NETGEAR is aware of a growing number of phone and online scams. To learn how to stay safe click here.

Forum Discussion

tony359's avatar
tony359
Apprentice
Aug 15, 2015

HDD price

Hi all,

 

slightly OT conversation here.

I purchased 2xWD RED 4TB HDDs last summer for my Pro 6. The idea was to add another 4TB HDD once the price had fallen.

I have been monitoring the prices, those HDDs actually went up over the winter and now they're back to what they were last summer. How is that possible? 12 months and the price hasn't dropped a penny?

 

Does anybody know What the forecast for the HDD industry is?

 

I've just found this: is the era of cheap storage over?

 

http://www.infostor.com/storage-management/is-the-era-of-cheap-disk-storage-over-1.html

 

Thanks

16 Replies

Replies have been turned off for this discussion
  • BrianL2's avatar
    BrianL2
    NETGEAR Employee Retired

    Hi tony359,

     

    Found this price tracker (here) in the US for internal drives and SSD in different capacity/sizes. Let's also hear other users if they have other info to share.

     

     

    Kind regards,

     

    BrianL
    NETGEAR Community 

     

    • StephenB's avatar
      StephenB
      Guru - Experienced User

      Here's another: http://www.jcmit.com/diskprice.htm

       

      ryanrk posted live pricing of drives on the HCL last May (Amazon and Newegg): https://community.netgear.com/t5/ReadyNAS-Hardware-Compatibility/self-promotion-Harddrive-Price-comparison-site/td-p/961998

       

      A direct link to his site is: http://goobam.com/internaldrives

       

      To the main question:  Historically the introduction of new larger capacity drives drives down prices of the smaller capacities already on the market. We appear to be at the limits of what perpendicular recording (PMR) can do.  SMR is a niche, so it won't go mainstream.  HAMR is the next disk technology, it should show up in a year or two.

       

      It's clear that enterprises and cloud providers will continue to need more and more capacity.  Apart from home NAS, end users might not - consider cloud services (netflix), the shift away from PCs, the increased interest in SSD.  It's hard to guess how that will impact pricing.  But enterprises tend to buy in bulk, so there might be even more of a focus on volume discounts, slowing price drops in retail.

  •  

    Price per TB seems to me to be where it was several years ago ( before the supply issues) for the drive size that is cheapest per TB and that seems to be 3-4 TB at the moment.

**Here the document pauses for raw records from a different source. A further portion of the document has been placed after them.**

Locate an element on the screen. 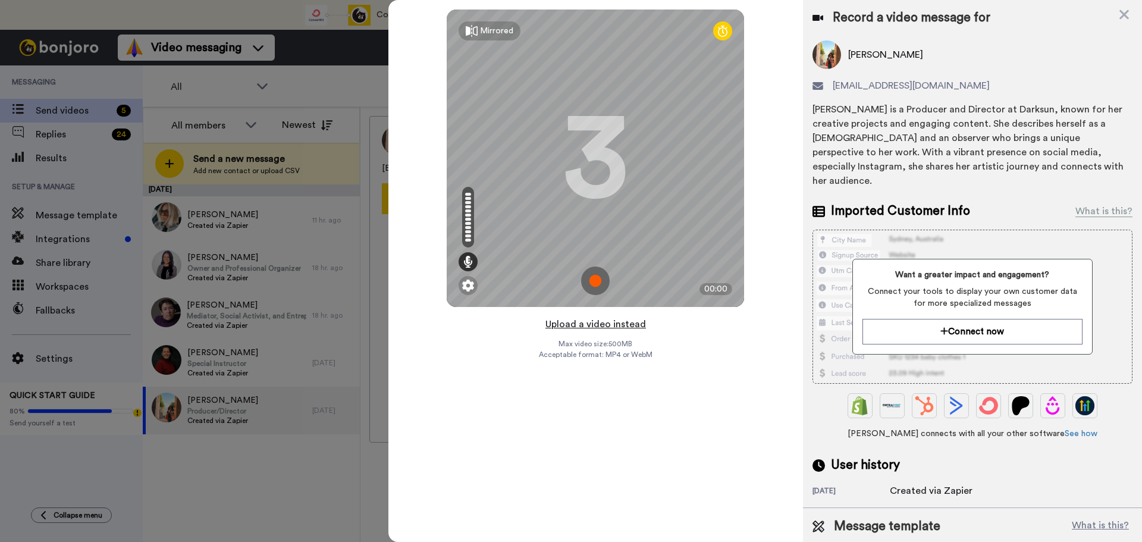 The width and height of the screenshot is (1142, 542). button: Connect now is located at coordinates (972, 331).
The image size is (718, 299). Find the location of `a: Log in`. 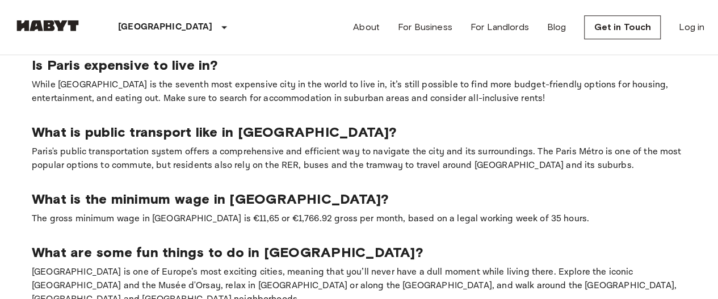

a: Log in is located at coordinates (692, 27).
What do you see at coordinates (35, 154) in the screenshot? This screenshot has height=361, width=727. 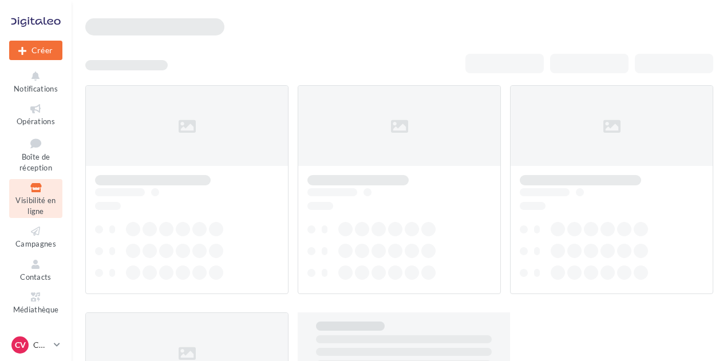 I see `a: Boîte de réception` at bounding box center [35, 154].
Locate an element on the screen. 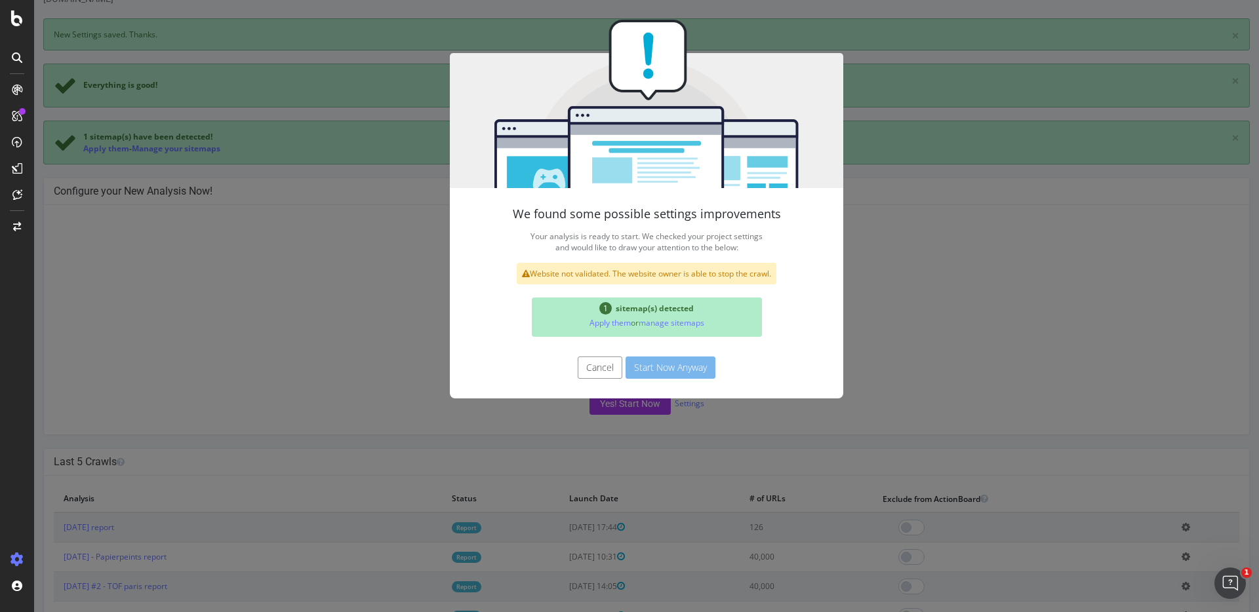 Image resolution: width=1259 pixels, height=612 pixels. p: or is located at coordinates (612, 323).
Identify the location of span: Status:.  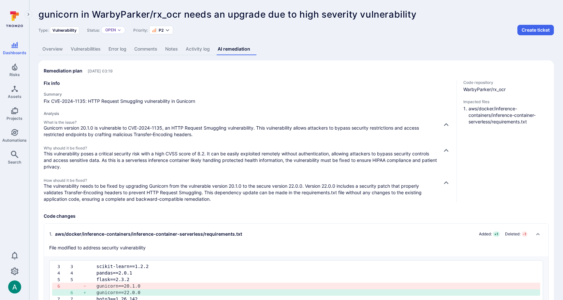
(93, 30).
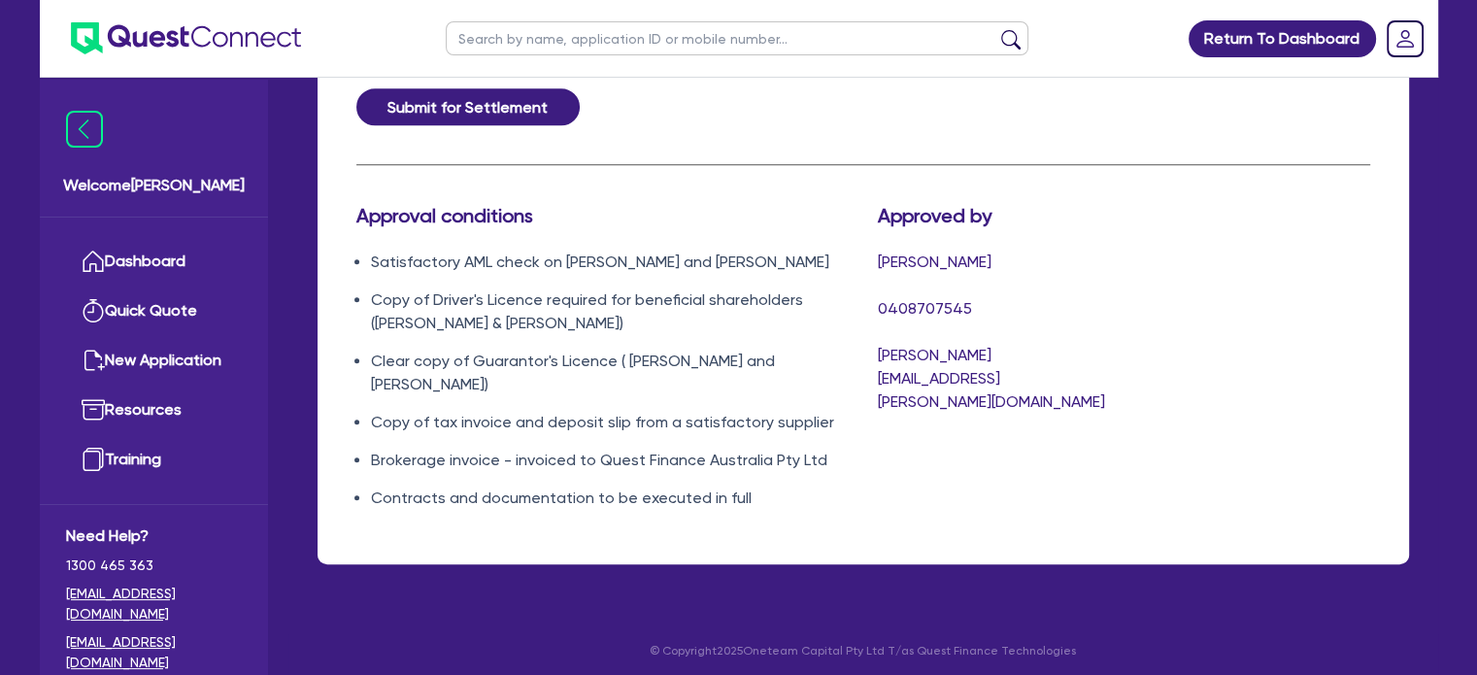 The height and width of the screenshot is (675, 1477). I want to click on span: 0408707545, so click(924, 308).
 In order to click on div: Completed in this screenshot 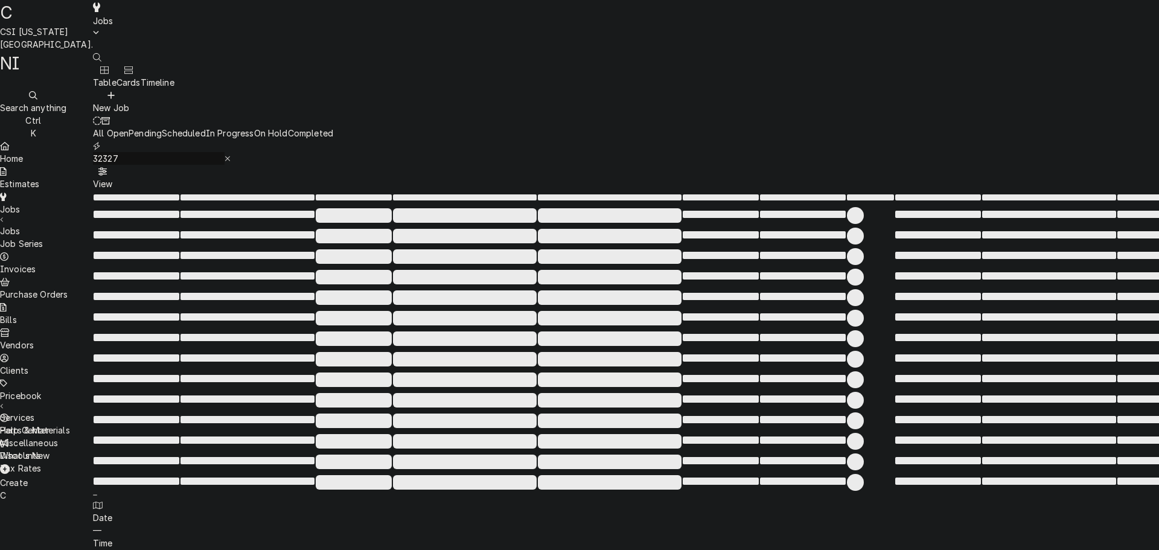, I will do `click(310, 133)`.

    I don't think I would expect to see falls in price/TB of 4 TB drives until we see more 6 and 8 TB drives available.  Of course then many users won't want the lower capacity 4TB drives any more.

     

    Supply and demand.  

    • cpu8088's avatar
      cpu8088
      Virtuoso

      australia does not produce hard drives

       

      the downward of AUD would push up import prices

       

       

  • Thanks for your contribution.

     

    I did not realise we had reached the maximum storage capacity of perpendicular recording.

    Oh well, this explains why the 4TB HDDs have been holding their price for a while.

     

    I have plenty of empty bays on my NAS, I currently have 2x4TB. Would you buy a 5 or 6TB HDD for future expansion (can I use the extra space if I factory reset the unit?) or would you stay on 4TB confident that by the time the NAS is full, something new has come up on the market?

     

    Thanks

    Antonio

    • StephenB's avatar
      StephenB
      Guru - Experienced User

      OS 4 has two expansion limits - a volume cannot expand over 16 TiB, and it cannot grow more than 8 TiB larger than its starting point.  You cannot install mixed disk sizes with a total volume > 16 TiB, because the xraid2 won't vertically expand when it creates the initial volume.

       

      If you are needing more space now, I'd get another 4 TB drive - that will double your volume size, and is cheaper (per gigabyte) then the larger disks right now.

       

      Later on (when you are faced with a factory reset anyway) you can perhaps migrate to OS6 - which doesn't have those expansion limits. 

      • tony359's avatar
        tony359
        Apprentice

        Thanks Stephen,

         

        Sounds good.

         

        I tried OS6 in the past and I felt it was a little young. As you say by the time I need extra space - and I'm faced with a factory reset anyway - I may want to move to OS6 and install whatever the market offers in the future.

         

        Thanks for your advice as usual.

NETGEAR Academy

Boost your skills with the Netgear Academy - Get trained, certified and stay ahead with the latest Netgear technology! 

Join Us!

ProSupport for Business

Comprehensive support plans for maximum network uptime and business peace of mind.